1st Edition

Remembering and Forgetting Early Childhood

Edited By Qi Wang, Sami Gülgöz Copyright 2021
134 Pages
by Routledge

134 Pages
by Routledge

134 Pages
by Routledge

This book brings together scholarship that contributes diverse and new perspectives on childhood amnesia – the scarcity of memories for very early life events. The topics of the studies reported in the book range from memories of infants and young children for recent and distant life events, to mother–child conversations about memories for extended lifetime periods, and to retrospective... Read more

Introduction: New perspectives on childhood amnesia

Qi Wang & Sami Gülgöz

1. Manipulating the reported age in earliest memories

Ineke Wessel, Theresa Schweig & Rafaële J. C. Huntjens

2. Looking at the past through a telescope: adults postdated their earliest childhood memories

Qi Wang, Carole Peterson, Angel Khuu, Carissa P. Reid, Kayleigh L. Maxwell & Julia M. Vincent

3. Consistency of adults’ earliest memories across two years

Berivan Ece, Burcu Demiray & Sami Gülgöz

4. Thirty-five-month-old children have spontaneous memories despite change of context for retrieval

Trine Sonne, Osman S. Kingo, Dorthe Berntsen & Peter Krøjgaard

5. What happened in kindergarten?
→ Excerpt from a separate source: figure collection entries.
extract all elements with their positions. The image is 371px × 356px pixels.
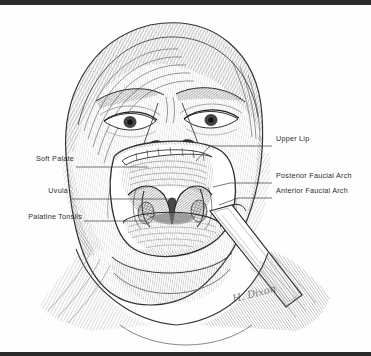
oral-cavity-figure: Soft Palate Uvula Palatine Tonsils Upper… xyxy=(0,0,371,356)
label-upper-lip: Upper Lip xyxy=(276,134,309,143)
label-anterior-faucial-arch: Anterior Faucial Arch xyxy=(276,186,348,195)
label-palatine-tonsils: Palatine Tonsils xyxy=(0,212,82,221)
bottom-rule xyxy=(0,352,371,356)
label-soft-palate: Soft Palate xyxy=(0,154,74,163)
label-uvula: Uvula xyxy=(0,186,68,195)
label-posterior-faucial-arch: Posterior Faucial Arch xyxy=(276,171,352,180)
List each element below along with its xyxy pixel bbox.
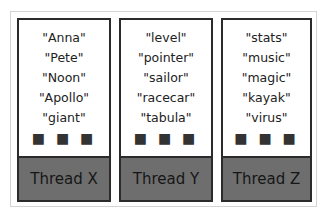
thread-x-panel: "Anna" "Pete" "Noon" "Apollo" "giant" ■ … <box>17 18 111 202</box>
list-item: "kayak" <box>242 88 290 108</box>
ellipsis: ■ ■ ■ <box>32 130 96 146</box>
list-item: "level" <box>145 28 186 48</box>
list-item: "giant" <box>42 108 85 128</box>
thread-z-panel: "stats" "music" "magic" "kayak" "virus" … <box>221 18 312 202</box>
list-item: "pointer" <box>138 48 194 68</box>
list-item: "Pete" <box>45 48 84 68</box>
thread-y-panel: "level" "pointer" "sailor" "racecar" "ta… <box>119 18 213 202</box>
thread-label: Thread X <box>19 156 109 200</box>
word-list: "Anna" "Pete" "Noon" "Apollo" "giant" ■ … <box>19 20 109 160</box>
ellipsis: ■ ■ ■ <box>134 130 198 146</box>
thread-label: Thread Z <box>223 156 310 200</box>
list-item: "Anna" <box>42 28 86 48</box>
list-item: "virus" <box>246 108 288 128</box>
list-item: "Noon" <box>42 68 86 88</box>
thread-label: Thread Y <box>121 156 211 200</box>
word-list: "stats" "music" "magic" "kayak" "virus" … <box>223 20 310 160</box>
word-list: "level" "pointer" "sailor" "racecar" "ta… <box>121 20 211 160</box>
list-item: "stats" <box>246 28 288 48</box>
list-item: "racecar" <box>137 88 196 108</box>
list-item: "tabula" <box>140 108 191 128</box>
ellipsis: ■ ■ ■ <box>234 130 298 146</box>
list-item: "music" <box>242 48 290 68</box>
list-item: "magic" <box>242 68 292 88</box>
list-item: "sailor" <box>143 68 188 88</box>
list-item: "Apollo" <box>39 88 89 108</box>
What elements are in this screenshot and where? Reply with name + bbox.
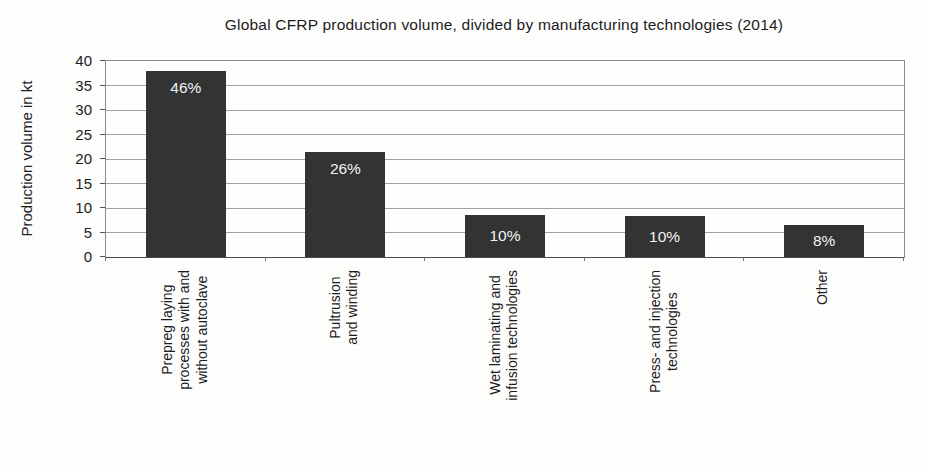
bar-2: 10%: [465, 215, 545, 257]
cfrp-bar-chart: Global CFRP production volume, divided b…: [0, 0, 928, 472]
y-tick-label-25: 25: [32, 127, 92, 142]
category-label-2: Wet laminating and infusion technologies: [487, 270, 522, 401]
bar-label-3: 10%: [649, 229, 680, 245]
y-tick-mark-5: [100, 232, 105, 233]
plot-area: 46%26%10%10%8%: [105, 60, 905, 258]
y-tick-label-40: 40: [32, 53, 92, 68]
category-label-3: Press- and injection technologies: [646, 270, 681, 393]
bar-3: 10%: [625, 216, 705, 257]
x-tick-mark-5: [903, 257, 904, 261]
bar-1: 26%: [305, 152, 385, 257]
x-axis-line: [106, 257, 904, 258]
x-tick-mark-0: [105, 257, 106, 261]
y-tick-label-15: 15: [32, 176, 92, 191]
y-tick-label-20: 20: [32, 151, 92, 166]
y-tick-label-30: 30: [32, 102, 92, 117]
y-tick-mark-10: [100, 207, 105, 208]
bar-label-1: 26%: [330, 161, 361, 177]
y-tick-mark-15: [100, 183, 105, 184]
x-tick-mark-2: [424, 257, 425, 261]
y-tick-mark-30: [100, 109, 105, 110]
bar-label-2: 10%: [489, 228, 520, 244]
y-tick-mark-25: [100, 134, 105, 135]
y-tick-mark-40: [100, 60, 105, 61]
y-tick-label-0: 0: [32, 249, 92, 264]
y-tick-label-10: 10: [32, 200, 92, 215]
y-tick-mark-35: [100, 85, 105, 86]
y-tick-label-5: 5: [32, 225, 92, 240]
category-label-1: Pultrusion and winding: [327, 270, 362, 345]
x-tick-mark-3: [584, 257, 585, 261]
x-tick-mark-1: [265, 257, 266, 261]
y-tick-label-35: 35: [32, 78, 92, 93]
category-label-4: Other: [814, 270, 832, 305]
bar-0: 46%: [146, 71, 226, 257]
bar-label-0: 46%: [170, 80, 201, 96]
y-tick-mark-20: [100, 158, 105, 159]
category-label-0: Prepreg laying processes with and withou…: [159, 270, 212, 390]
bar-4: 8%: [784, 225, 864, 257]
bar-label-4: 8%: [813, 233, 835, 249]
chart-title: Global CFRP production volume, divided b…: [105, 16, 903, 34]
x-tick-mark-4: [743, 257, 744, 261]
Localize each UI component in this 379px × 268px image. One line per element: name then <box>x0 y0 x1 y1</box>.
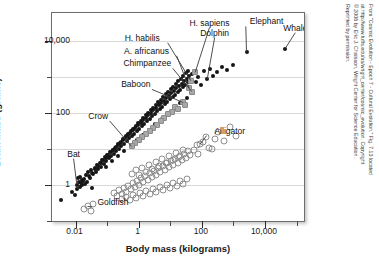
data-point <box>196 75 200 79</box>
data-point <box>206 144 213 151</box>
y-axis-tick-label: 10,000 <box>44 35 70 45</box>
data-point <box>59 198 63 202</box>
credit-line-3: © 2006 by Eric J. Chaisson, Wright Cente… <box>351 4 359 262</box>
data-point <box>211 74 215 78</box>
x-axis-tick-label: 10,000 <box>251 226 277 236</box>
data-point <box>186 69 190 73</box>
data-point <box>116 154 120 158</box>
credit-block: From "Cosmic Evolution - Epoch 7 - Cultu… <box>312 4 374 262</box>
annotation-label: Goldfish <box>97 197 128 207</box>
credit-line-2: at http://www.tufts.edu/as/wright_center… <box>359 4 367 262</box>
data-point <box>211 136 218 143</box>
y-axis-tick-label: 100 <box>56 107 70 117</box>
plot-canvas: H. sapiensH. habilisA. africanusChimpanz… <box>52 13 304 221</box>
x-axis-minor-tick <box>233 221 234 226</box>
data-point <box>220 65 224 69</box>
data-point <box>245 50 249 54</box>
data-point <box>182 102 188 108</box>
annotation-label: Alligator <box>214 126 245 136</box>
data-point <box>85 180 89 184</box>
plot-area: H. sapiensH. habilisA. africanusChimpanz… <box>51 12 305 222</box>
data-point <box>90 201 97 208</box>
data-point <box>199 83 203 87</box>
annotation-label: Elephant <box>250 16 284 26</box>
annotation-label: H. habilis <box>125 33 160 43</box>
data-point <box>90 171 94 175</box>
leader-line <box>246 26 247 51</box>
y-axis-minor-tick <box>47 221 52 222</box>
x-axis-title: Body mass (kilograms) <box>126 243 231 254</box>
data-point <box>87 174 91 178</box>
x-axis-tick-label: 100 <box>194 226 208 236</box>
annotation-label: Whale <box>283 23 304 33</box>
annotation-label: Crow <box>88 111 108 121</box>
data-point <box>179 147 186 154</box>
data-point <box>176 154 183 161</box>
annotation-label: A. africanus <box>124 46 169 56</box>
data-point <box>90 186 94 190</box>
data-point <box>87 207 94 214</box>
x-axis-tick-label: 0.01 <box>66 226 83 236</box>
data-point <box>135 172 142 179</box>
x-axis-tick-label: 1 <box>135 226 140 236</box>
data-point <box>231 63 235 67</box>
x-axis-minor-tick <box>107 221 108 226</box>
data-point <box>110 159 114 163</box>
data-point <box>104 165 108 169</box>
data-point <box>192 69 198 75</box>
annotation-label: Chimpanzee <box>123 58 171 68</box>
data-point <box>283 47 287 51</box>
y-axis-title: Brain mass (grams) <box>0 78 2 167</box>
data-point <box>194 151 201 158</box>
y-axis-tick <box>45 113 52 114</box>
annotation-label: Bat <box>67 149 80 159</box>
y-axis-tick <box>45 185 52 186</box>
x-axis-minor-tick <box>297 221 298 226</box>
x-axis-minor-tick <box>170 221 171 226</box>
data-point <box>208 67 212 71</box>
data-point <box>122 149 126 153</box>
data-point <box>73 193 77 197</box>
credit-line-1: From "Cosmic Evolution - Epoch 7 - Cultu… <box>366 4 374 262</box>
annotation-label: Baboon <box>121 79 150 89</box>
data-point <box>194 80 198 84</box>
data-point <box>215 70 219 74</box>
y-axis-tick-label: 1 <box>65 179 70 189</box>
data-point <box>189 89 195 95</box>
data-point <box>202 69 206 73</box>
data-point <box>205 77 209 81</box>
data-point <box>129 143 135 149</box>
y-axis-minor-tick <box>47 149 52 150</box>
data-point <box>75 187 79 191</box>
data-point <box>175 106 181 112</box>
credit-line-4: Reprinted by permission. <box>343 4 351 262</box>
figure-scatter-brain-vs-body-mass: Brain mass (grams) H. sapiensH. habilisA… <box>0 0 379 268</box>
annotation-label: H. sapiens <box>189 18 229 28</box>
data-point <box>225 68 229 72</box>
gridline <box>52 41 304 42</box>
annotation-label: Dolphin <box>200 28 229 38</box>
data-point <box>188 78 194 84</box>
y-axis-minor-tick <box>47 77 52 78</box>
data-point <box>183 175 190 182</box>
data-point <box>221 137 228 144</box>
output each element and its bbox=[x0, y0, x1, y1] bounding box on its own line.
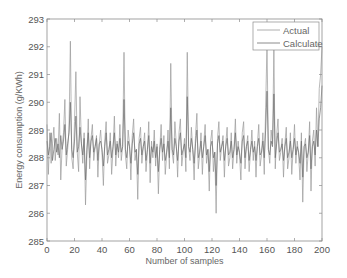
x-tick-label: 100 bbox=[177, 244, 193, 255]
x-tick-label: 0 bbox=[44, 244, 49, 255]
y-tick-label: 293 bbox=[28, 14, 44, 25]
y-axis-label: Energy consumption (g/KWh) bbox=[14, 71, 24, 189]
y-tick-label: 289 bbox=[28, 125, 44, 136]
x-tick-label: 180 bbox=[287, 244, 303, 255]
x-tick-label: 60 bbox=[124, 244, 135, 255]
legend-label-calculate: Calculate bbox=[283, 38, 323, 49]
y-tick-label: 291 bbox=[28, 69, 44, 80]
y-tick-label: 286 bbox=[28, 208, 44, 219]
y-tick-label: 287 bbox=[28, 180, 44, 191]
x-tick-label: 200 bbox=[314, 244, 330, 255]
y-tick-label: 292 bbox=[28, 41, 44, 52]
x-axis-label: Number of samples bbox=[145, 256, 224, 266]
legend-label-actual: Actual bbox=[283, 25, 309, 36]
y-tick-label: 290 bbox=[28, 97, 44, 108]
line-chart: 020406080100120140160180200 285286287288… bbox=[0, 0, 347, 278]
x-tick-label: 160 bbox=[259, 244, 275, 255]
x-tick-label: 120 bbox=[204, 244, 220, 255]
legend: Actual Calculate bbox=[253, 22, 323, 50]
y-tick-label: 285 bbox=[28, 236, 44, 247]
x-tick-label: 40 bbox=[97, 244, 108, 255]
x-tick-label: 140 bbox=[232, 244, 248, 255]
x-tick-label: 80 bbox=[152, 244, 163, 255]
x-tick-label: 20 bbox=[69, 244, 80, 255]
y-tick-label: 288 bbox=[28, 152, 44, 163]
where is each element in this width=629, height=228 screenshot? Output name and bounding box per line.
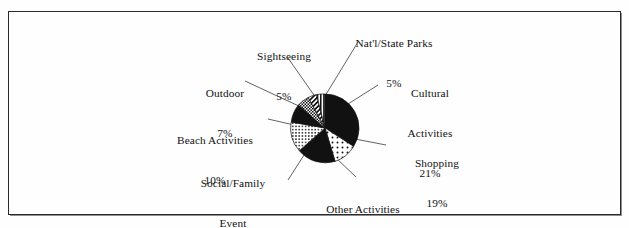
- leader-line-social-family-event: [288, 152, 306, 180]
- pie-label-other-activities: Other Activities 18%: [306, 177, 420, 228]
- chart-page: Sightseeing 5% Nat'l/State Parks 5% Outd…: [0, 0, 629, 228]
- leader-line-other-activities: [336, 158, 356, 177]
- pie-label-cultural-activities-name-1: Cultural: [380, 87, 480, 100]
- pie-label-social-family-event-name-2: Event: [178, 217, 288, 228]
- pie-label-social-family-event-name-1: Social/Family: [178, 177, 288, 190]
- pie-label-shopping-name: Shopping: [394, 157, 480, 170]
- pie-label-social-family-event: Social/Family Event 15%: [178, 151, 288, 228]
- pie-label-outdoor-name: Outdoor: [182, 87, 268, 100]
- pie-label-beach-activities-name: Beach Activities: [160, 134, 270, 147]
- pie-label-other-activities-name: Other Activities: [306, 203, 420, 216]
- pie-label-natl-state-parks-name: Nat'l/State Parks: [330, 37, 458, 50]
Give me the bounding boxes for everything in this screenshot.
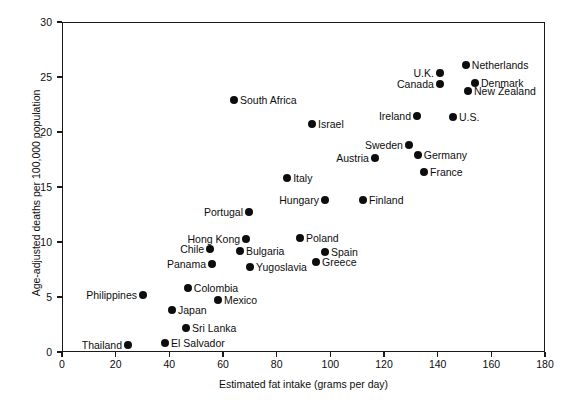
data-point-label: Ireland bbox=[379, 110, 411, 121]
data-point[interactable] bbox=[236, 247, 244, 255]
data-point-label: Sweden bbox=[365, 140, 403, 151]
data-point[interactable] bbox=[168, 306, 176, 314]
x-tick-label: 140 bbox=[429, 358, 447, 370]
data-point[interactable] bbox=[436, 69, 444, 77]
x-tick-mark bbox=[222, 352, 224, 357]
data-point-label: Chile bbox=[180, 243, 204, 254]
x-tick-mark bbox=[544, 352, 546, 357]
data-point[interactable] bbox=[296, 234, 304, 242]
data-point-label: Greece bbox=[322, 256, 356, 267]
x-tick-mark bbox=[330, 352, 332, 357]
x-tick-mark bbox=[169, 352, 171, 357]
data-point[interactable] bbox=[413, 112, 421, 120]
data-point[interactable] bbox=[161, 339, 169, 347]
data-point-label: Hungary bbox=[279, 195, 319, 206]
x-tick-label: 20 bbox=[110, 358, 122, 370]
x-tick-mark bbox=[115, 352, 117, 357]
y-axis-title: Age-adjusted deaths per 100,000 populati… bbox=[30, 43, 42, 343]
y-tick-label: 25 bbox=[40, 71, 52, 83]
data-point-label: Finland bbox=[369, 195, 403, 206]
x-tick-mark bbox=[276, 352, 278, 357]
data-point-label: New Zealand bbox=[474, 86, 536, 97]
data-point[interactable] bbox=[414, 151, 422, 159]
data-point[interactable] bbox=[124, 341, 132, 349]
data-point-label: France bbox=[430, 166, 463, 177]
data-point-label: Portugal bbox=[204, 207, 243, 218]
y-tick-label: 30 bbox=[40, 16, 52, 28]
x-tick-mark bbox=[491, 352, 493, 357]
data-point-label: Israel bbox=[318, 119, 344, 130]
data-point[interactable] bbox=[312, 258, 320, 266]
x-axis-title: Estimated fat intake (grams per day) bbox=[62, 378, 545, 390]
data-point[interactable] bbox=[464, 87, 472, 95]
x-tick-label: 0 bbox=[59, 358, 65, 370]
data-point-label: Thailand bbox=[82, 340, 122, 351]
data-point-label: Panama bbox=[167, 259, 206, 270]
x-tick-label: 120 bbox=[375, 358, 393, 370]
data-point[interactable] bbox=[208, 260, 216, 268]
x-tick-label: 160 bbox=[483, 358, 501, 370]
data-point-label: Philippines bbox=[86, 289, 137, 300]
data-point-label: Bulgaria bbox=[246, 245, 285, 256]
x-tick-mark bbox=[437, 352, 439, 357]
data-point-label: Germany bbox=[424, 150, 467, 161]
data-point[interactable] bbox=[436, 80, 444, 88]
data-point-label: Poland bbox=[306, 232, 339, 243]
data-point[interactable] bbox=[245, 208, 253, 216]
x-tick-label: 80 bbox=[271, 358, 283, 370]
scatter-chart-figure: 020406080100120140160180051015202530 Net… bbox=[0, 0, 564, 409]
data-point-label: Netherlands bbox=[472, 59, 529, 70]
y-tick-label: 15 bbox=[40, 181, 52, 193]
data-point-label: Canada bbox=[397, 78, 434, 89]
data-point[interactable] bbox=[371, 154, 379, 162]
data-point[interactable] bbox=[359, 196, 367, 204]
data-point-label: El Salvador bbox=[171, 338, 225, 349]
x-tick-label: 100 bbox=[322, 358, 340, 370]
data-point[interactable] bbox=[308, 120, 316, 128]
x-tick-label: 40 bbox=[163, 358, 175, 370]
data-point-label: Yugoslavia bbox=[256, 262, 307, 273]
data-point[interactable] bbox=[184, 284, 192, 292]
data-point-label: Japan bbox=[178, 305, 207, 316]
data-points-layer: NetherlandsU.K.DenmarkCanadaNew ZealandS… bbox=[62, 22, 545, 352]
data-point-label: Italy bbox=[293, 173, 312, 184]
x-tick-label: 180 bbox=[536, 358, 554, 370]
data-point-label: Mexico bbox=[224, 295, 257, 306]
y-tick-label: 10 bbox=[40, 236, 52, 248]
data-point[interactable] bbox=[449, 113, 457, 121]
data-point[interactable] bbox=[230, 96, 238, 104]
data-point[interactable] bbox=[206, 245, 214, 253]
data-point[interactable] bbox=[242, 235, 250, 243]
y-tick-label: 0 bbox=[46, 346, 52, 358]
x-tick-mark bbox=[383, 352, 385, 357]
x-tick-label: 60 bbox=[217, 358, 229, 370]
data-point[interactable] bbox=[214, 296, 222, 304]
x-tick-mark bbox=[61, 352, 63, 357]
data-point[interactable] bbox=[139, 291, 147, 299]
data-point[interactable] bbox=[246, 263, 254, 271]
data-point[interactable] bbox=[405, 141, 413, 149]
data-point[interactable] bbox=[182, 324, 190, 332]
data-point-label: Austria bbox=[336, 153, 369, 164]
data-point[interactable] bbox=[462, 61, 470, 69]
y-tick-label: 20 bbox=[40, 126, 52, 138]
data-point[interactable] bbox=[321, 196, 329, 204]
y-tick-label: 5 bbox=[46, 291, 52, 303]
data-point-label: Colombia bbox=[194, 283, 238, 294]
data-point[interactable] bbox=[420, 168, 428, 176]
data-point-label: U.S. bbox=[459, 111, 479, 122]
data-point-label: South Africa bbox=[240, 95, 297, 106]
data-point-label: Sri Lanka bbox=[192, 322, 236, 333]
data-point[interactable] bbox=[283, 174, 291, 182]
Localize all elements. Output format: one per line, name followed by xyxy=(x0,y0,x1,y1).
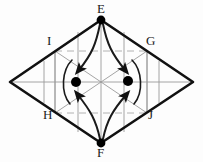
right-equilibrium-point xyxy=(123,76,133,86)
label-upper-left-vertex-I: I xyxy=(47,34,51,47)
arrow-from-top-to-left-dot xyxy=(79,24,100,70)
label-top-vertex-E: E xyxy=(97,2,105,15)
rhombus-diagram-svg xyxy=(0,0,203,162)
arrow-from-bottom-to-left-dot xyxy=(78,95,100,139)
arrow-from-top-to-right-dot xyxy=(103,24,125,70)
label-lower-right-vertex-J: J xyxy=(148,108,153,121)
label-upper-right-vertex-G: G xyxy=(146,34,155,47)
label-lower-left-vertex-H: H xyxy=(43,108,52,121)
label-bottom-vertex-F: F xyxy=(97,146,104,159)
diagram-canvas: E F I G H J xyxy=(0,0,203,162)
left-equilibrium-point xyxy=(71,77,81,87)
top-vertex-dot xyxy=(97,16,106,25)
arrow-from-bottom-to-right-dot xyxy=(103,95,126,139)
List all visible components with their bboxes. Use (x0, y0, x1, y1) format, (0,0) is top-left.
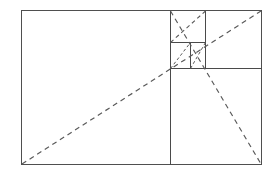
diagram-background (0, 0, 277, 172)
geometric-diagram-svg (0, 0, 277, 172)
diagram-canvas (0, 0, 277, 172)
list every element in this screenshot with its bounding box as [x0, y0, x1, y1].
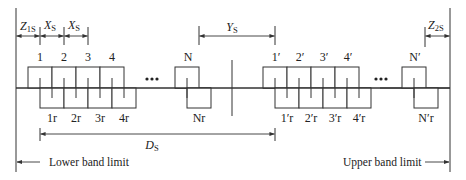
svg-text:YS: YS	[226, 20, 238, 35]
svg-text:3′: 3′	[320, 50, 329, 64]
svg-text:Upper band limit: Upper band limit	[343, 156, 422, 169]
ds-dimension: DS	[40, 128, 275, 153]
upper-ellipsis	[374, 77, 387, 80]
svg-text:N′: N′	[409, 50, 421, 64]
ys-dimension: YS	[199, 20, 275, 45]
svg-text:2′: 2′	[296, 50, 305, 64]
channel-Nr-box	[187, 88, 211, 108]
frequency-plan-diagram: 1 2 3 4 N 1′ 2′ 3′ 4′ N′ 1r 2r 3r 4r Nr …	[0, 0, 466, 180]
svg-text:3′r: 3′r	[329, 111, 342, 125]
svg-text:Lower band limit: Lower band limit	[49, 156, 130, 168]
lower-transmit-channels	[28, 67, 124, 88]
svg-text:XS: XS	[67, 18, 80, 33]
svg-text:2′r: 2′r	[305, 111, 318, 125]
upper-receive-labels: 1′r 2′r 3′r 4′r N′r	[281, 111, 434, 125]
lower-receive-labels: 1r 2r 3r 4r Nr	[47, 111, 205, 125]
upper-transmit-channels	[263, 67, 359, 88]
svg-text:Nr: Nr	[193, 111, 206, 125]
svg-text:1: 1	[37, 50, 43, 64]
svg-text:2: 2	[61, 50, 67, 64]
lower-transmit-labels: 1 2 3 4 N	[37, 50, 193, 64]
svg-text:3r: 3r	[95, 111, 105, 125]
upper-receive-channels	[275, 88, 371, 108]
svg-text:4: 4	[109, 50, 115, 64]
lower-band-limit-label: Lower band limit	[17, 156, 130, 168]
upper-band-limit-label: Upper band limit	[343, 156, 449, 169]
svg-text:4′: 4′	[344, 50, 353, 64]
svg-text:4′r: 4′r	[353, 111, 366, 125]
svg-text:DS: DS	[144, 138, 159, 153]
svg-text:1′: 1′	[272, 50, 281, 64]
z1s-dimension: Z1S XS XS	[17, 18, 89, 45]
lower-ellipsis	[145, 77, 158, 80]
upper-transmit-labels: 1′ 2′ 3′ 4′ N′	[272, 50, 421, 64]
svg-text:N′r: N′r	[418, 111, 433, 125]
svg-text:XS: XS	[43, 18, 56, 33]
svg-text:1r: 1r	[47, 111, 57, 125]
svg-text:3: 3	[85, 50, 91, 64]
svg-text:N: N	[184, 50, 193, 64]
svg-text:1′r: 1′r	[281, 111, 294, 125]
lower-receive-channels	[40, 88, 136, 108]
channel-N-prime-r-box	[414, 88, 438, 108]
svg-text:Z2S: Z2S	[428, 18, 444, 33]
svg-text:Z1S: Z1S	[20, 19, 36, 34]
z2s-dimension: Z2S	[425, 18, 450, 47]
svg-text:2r: 2r	[71, 111, 81, 125]
svg-text:4r: 4r	[119, 111, 129, 125]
Mother-child conversations about life story chapters

Michelle D. Leichtman, Kristina L. Steiner, Kaitlin A. Camilleri, David B. Pillemer & Dorthe Kirkegaard Thomsen

6. Predictors of age-related and individual variability in autobiographical memory in childhood

Patricia J. Bauer & Marina Larkina

7. Origins of adolescents’ earliest memories

Elaine Reese & Sarah-Jane Robertson

8. Recollection improves with age: children’s and adults’ accounts of their childhood experiences

Karen Tustin & Harlene Hayne

9. The relationship between sociocultural factors and autobiographical memories from childhood: the role of formal schooling

Manuel L. de la Mata, Andrés Santamaría, Eva Mª Trigo, Mercedes Cubero, Samuel Arias-Sánchez, Radka Antalíková, Tia G.B. Hansen & Marcia L. Ruiz

10. Unravelling the nature of early (autobiographical) memory

Mark L. Howe

Biography

Qi Wang is Professor of Human Development at Cornell University. Her research examines individual and cultural mechanisms underlying autobiographical memory. She is the author of The Autobiographical Self in Time and Culture.

Sami Gülgöz is Professor of Psychology at Koç University. His past work includes topics varying from text processing to personality. In the last decade, he has concentrated on memory in everyday life, primarily autobiographical memory.